Museum of London celebrates London nights with exhibition about the city after dark

After hours: A group of 'teddy boys' stand outside a burger bar, in the West End: Henry Grant Collection/Museum of London
After hours: A group of 'teddy boys' stand outside a burger bar, in the West End: Henry Grant Collection/Museum of London

A new exhibition will shed light on London after dark with hundreds of photographs of city life at night going on show.

Curator Anna Sparham said the Museum of London wanted to look at the “darker, more uncomfortable” side of the capital as well as the bright lights of the West End.

More than 200 photographs, dating from the present day back to the 19th century, will be brought together for the London Nights exhibition next year.

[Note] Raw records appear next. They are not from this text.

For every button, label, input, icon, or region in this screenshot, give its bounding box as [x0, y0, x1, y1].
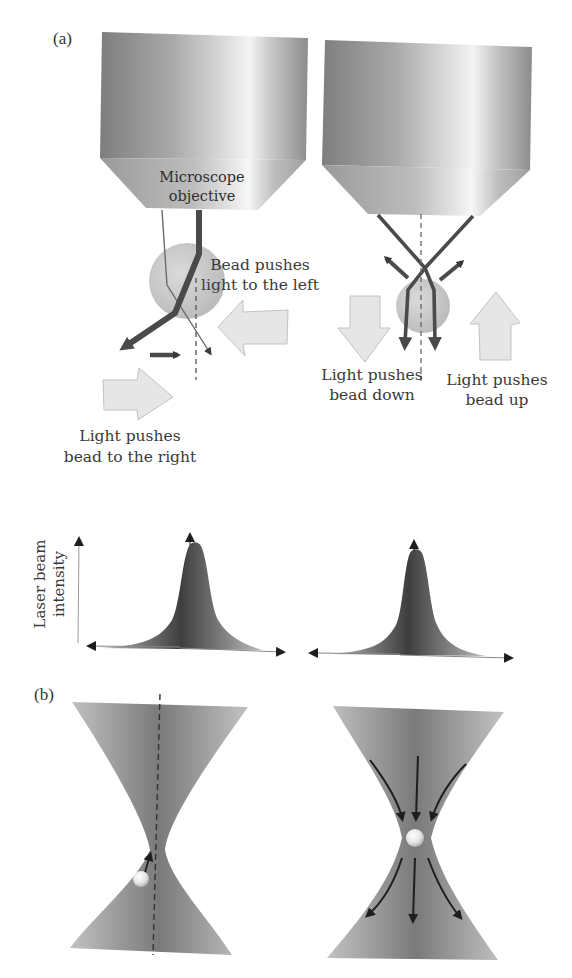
left-lateral-trap: Bead pushes light to the left Light push…	[64, 210, 320, 466]
left-objective: Microscope objective	[100, 32, 308, 210]
light-pushes-bead-right-arrow	[103, 368, 173, 420]
light-pushes-bead-right-text-2: bead to the right	[64, 448, 197, 466]
panel-a-label: (a)	[53, 29, 72, 48]
intensity-axis-label-2: intensity	[50, 550, 68, 617]
intensity-y-axis	[78, 540, 79, 643]
bead-pushes-light-left-arrow	[218, 300, 288, 356]
left-gaussian-profile	[100, 542, 262, 650]
light-pushes-bead-right-text-1: Light pushes	[79, 427, 180, 445]
right-gaussian-profile	[330, 549, 486, 656]
reflected-arrow-right	[440, 262, 462, 280]
right-beam-focus	[327, 706, 504, 960]
bead	[396, 279, 450, 333]
light-pushes-bead-down-text-1: Light pushes	[321, 366, 422, 384]
intensity-axis-label-1: Laser beam	[31, 539, 49, 628]
optical-trap-figure: (a) Microscope objective Bead pushes lig…	[0, 0, 572, 978]
light-pushes-bead-down-text-2: bead down	[329, 386, 415, 404]
trapped-bead	[406, 829, 424, 847]
light-pushes-bead-down-arrow	[338, 296, 390, 362]
right-axial-trap: Light pushes bead down Light pushes bead…	[321, 214, 547, 409]
panel-b-label: (b)	[34, 685, 54, 704]
left-beam-focus	[70, 694, 248, 955]
intensity-profiles: Laser beam intensity	[31, 536, 510, 658]
right-objective	[322, 40, 532, 216]
objective-label-line2: objective	[169, 188, 235, 204]
light-pushes-bead-up-text-2: bead up	[465, 391, 528, 409]
bead-pushes-light-text-1: Bead pushes	[210, 256, 310, 274]
light-pushes-bead-up-arrow	[470, 292, 520, 360]
bead-pushes-light-text-2: light to the left	[201, 276, 320, 294]
light-pushes-bead-up-text-1: Light pushes	[446, 371, 547, 389]
trapped-bead	[133, 871, 149, 887]
objective-label-line1: Microscope	[159, 169, 244, 185]
reflected-arrow-left	[386, 258, 408, 278]
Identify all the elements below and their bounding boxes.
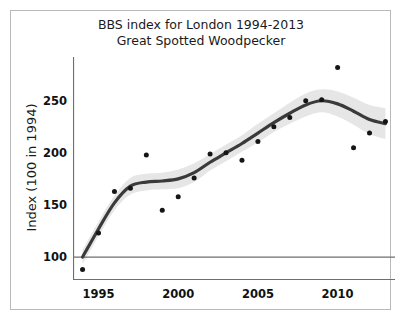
data-point xyxy=(144,152,149,157)
data-point xyxy=(303,98,308,103)
data-point xyxy=(208,151,213,156)
chart-title-line-1: BBS index for London 1994-2013 xyxy=(0,17,402,33)
data-point xyxy=(287,115,292,120)
data-point xyxy=(383,119,388,124)
data-point xyxy=(271,124,276,129)
data-point xyxy=(351,145,356,150)
data-point xyxy=(112,189,117,194)
data-point xyxy=(176,194,181,199)
data-point xyxy=(224,150,229,155)
bottom-caption-fragment xyxy=(12,315,212,322)
trend-line xyxy=(83,101,386,257)
y-tick-label: 100 xyxy=(27,252,67,263)
plot-svg xyxy=(73,57,395,280)
y-tick-label: 150 xyxy=(27,200,67,211)
y-tick-label: 250 xyxy=(27,96,67,107)
data-point xyxy=(128,186,133,191)
confidence-band xyxy=(83,89,386,264)
data-point xyxy=(160,208,165,213)
data-point xyxy=(239,158,244,163)
chart-title-line-2: Great Spotted Woodpecker xyxy=(0,33,402,49)
data-point xyxy=(255,139,260,144)
data-point xyxy=(96,231,101,236)
chart-figure: BBS index for London 1994-2013 Great Spo… xyxy=(0,0,402,323)
data-point xyxy=(192,175,197,180)
y-tick-label: 200 xyxy=(27,148,67,159)
plot-area xyxy=(73,57,395,280)
x-tick-label: 2000 xyxy=(148,289,208,300)
chart-title: BBS index for London 1994-2013 Great Spo… xyxy=(0,17,402,49)
data-point xyxy=(80,267,85,272)
x-tick-label: 1995 xyxy=(69,289,129,300)
data-point xyxy=(319,97,324,102)
data-point xyxy=(335,65,340,70)
x-tick-label: 2005 xyxy=(228,289,288,300)
x-tick-label: 2010 xyxy=(308,289,368,300)
data-point xyxy=(367,131,372,136)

Ms Sparham said she wanted to present a “real mixture of the familiar and the unexpected” with images of suburbia and night workers included as well as revellers in central London.

She said: “As the sun sets over London each night the mood changes as people head home, to work or off out on the town. Through powerful photography London Nights will explore everything from the twinkling lights and buzzing nightlife to the darker, more uncomfortable vulnerability that sometimes arises in the urban, or suburban night environment.”

Among the images going on show are pictures of Buckingham Palace and Leicester Square alongside a photograph of homeless men gathered in a night shelter at Blackfriars in the years before World War One.

Also included are photographs taken during the blackout at the height of the Blitz and pictures of commuters heading home after work.

:: London Nights is at the Museum of London from May 11 to November 11.